In walked a thin man with a black shirt, black jeans and a well-cropped red beard. The store owner kept quiet until the Hamas member bought his bottle of cooking oil and left. Then he returned to cursing Hamas.
November 21, 2007 8:11 am Gaza under Hamas, HamasNissenbaum Blog: Checkpoint Jerusalem, Nov. 20, 2007
The cashier at the Unity Market in Gaza City pulled up video of last week’s deadly Arafat memorial rally on his computer and cursed the Hamas gunmen who opened fire on the crowd, killing at least seven.
“I went to the rally not to support Fatah or Yasser Arafat, but to send a message to the whole international community that we don’t want Hamas,” said the shopkeeper who gave his name only as Ala’. “I hate them because of what they did at the rally.”
Then, suddenly, the man went quiet, put his finger to his lip and shook his head.
In walked a thin man with a black shirt, black jeans and a well-cropped red beard. The store owner kept quiet until the Hamas member bought his bottle of cooking oil and left. Then he returned to cursing Hamas.
“How do you want me to love or respect Hamas?” said Ala’, who voted for Hamas in last year’s election. “It’s only a matter of fear.”
Across the Gaza Strip, there is growing frustration and resentment as life for the 1.5 million Palestinians remains mired in a swamp of economic and political despair.
More than five months into its unilateral control of Gaza, Hamas is slowly losing its grip on the main thing the Islamist forces brought when they took power in mid-June: Security.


Every line of the data that includes "diagonal" should be copied out.
═════ The records
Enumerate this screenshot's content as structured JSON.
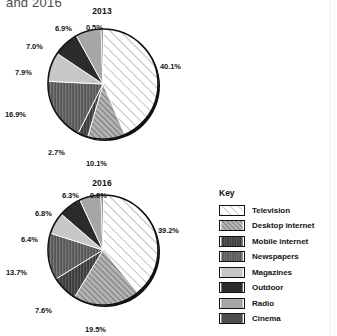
{
  "figure": {
    "title_fragment": "and 2016",
    "legend_title": "Key"
  },
  "legend": {
    "items": [
      {
        "label": "Television",
        "pattern": "diagonal-hatch-light",
        "fill": "#ffffff",
        "stroke": "#111111"
      },
      {
        "label": "Desktop internet",
        "pattern": "diagonal-hatch-dark",
        "fill": "#9a9a9a",
        "stroke": "#111111"
      },
      {
        "label": "Mobile internet",
        "pattern": "dense-dark",
        "fill": "#3f3f3f",
        "stroke": "#111111"
      },
      {
        "label": "Newspapers",
        "pattern": "vertical-dark",
        "fill": "#5c5c5c",
        "stroke": "#111111"
      },
      {
        "label": "Magazines",
        "pattern": "solid-light",
        "fill": "#c9c9c9",
        "stroke": "#111111"
      },
      {
        "label": "Outdoor",
        "pattern": "solid-very-dark",
        "fill": "#2a2a2a",
        "stroke": "#111111"
      },
      {
        "label": "Radio",
        "pattern": "solid-medium",
        "fill": "#a8a8a8",
        "stroke": "#111111"
      },
      {
        "label": "Cinema",
        "pattern": "solid-dark",
        "fill": "#4a4a4a",
        "stroke": "#111111"
      }
    ]
  },
  "chart_data": [
    {
      "type": "pie",
      "title": "2013",
      "categories": [
        "Television",
        "Desktop internet",
        "Mobile internet",
        "Newspapers",
        "Magazines",
        "Outdoor",
        "Radio",
        "Cinema"
      ],
      "values": [
        40.1,
        10.1,
        2.7,
        16.9,
        7.9,
        7.0,
        6.9,
        0.5
      ],
      "labels": [
        "40.1%",
        "10.1%",
        "2.7%",
        "16.9%",
        "7.9%",
        "7.0%",
        "6.9%",
        "0.5%"
      ],
      "unit": "%",
      "start_angle": 0,
      "direction": "clockwise",
      "legend_position": "right",
      "grid": false
    },
    {
      "type": "pie",
      "title": "2016",
      "categories": [
        "Television",
        "Desktop internet",
        "Mobile internet",
        "Newspapers",
        "Magazines",
        "Outdoor",
        "Radio",
        "Cinema"
      ],
      "values": [
        39.2,
        19.5,
        7.6,
        13.7,
        6.4,
        6.8,
        6.3,
        0.6
      ],
      "labels": [
        "39.2%",
        "19.5%",
        "7.6%",
        "13.7%",
        "6.4%",
        "6.8%",
        "6.3%",
        "0.6%"
      ],
      "unit": "%",
      "start_angle": 0,
      "direction": "clockwise",
      "legend_position": "right",
      "grid": false
    }
  ],
  "label_positions": {
    "chart0": [
      {
        "text": "40.1%",
        "left": 160,
        "top": 56
      },
      {
        "text": "10.1%",
        "left": 86,
        "top": 153
      },
      {
        "text": "2.7%",
        "left": 48,
        "top": 142
      },
      {
        "text": "16.9%",
        "left": 5,
        "top": 104
      },
      {
        "text": "7.9%",
        "left": 15,
        "top": 62
      },
      {
        "text": "7.0%",
        "left": 26,
        "top": 36
      },
      {
        "text": "6.9%",
        "left": 55,
        "top": 18
      },
      {
        "text": "0.5%",
        "left": 86,
        "top": 17
      }
    ],
    "chart1": [
      {
        "text": "39.2%",
        "left": 158,
        "top": 48
      },
      {
        "text": "19.5%",
        "left": 85,
        "top": 147
      },
      {
        "text": "7.6%",
        "left": 35,
        "top": 128
      },
      {
        "text": "13.7%",
        "left": 6,
        "top": 90
      },
      {
        "text": "6.4%",
        "left": 21,
        "top": 57
      },
      {
        "text": "6.8%",
        "left": 35,
        "top": 31
      },
      {
        "text": "6.3%",
        "left": 62,
        "top": 13
      },
      {
        "text": "0.6%",
        "left": 90,
        "top": 13
      }
    ]
  }
}
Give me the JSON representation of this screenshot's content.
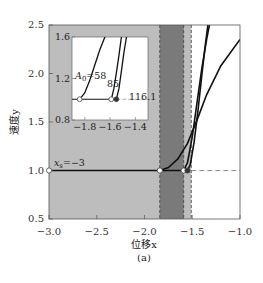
══════════
--- Exercise answer ---
        "pattern": "diagonal-hatch-light",
        "pattern": "diagonal-hatch-dark",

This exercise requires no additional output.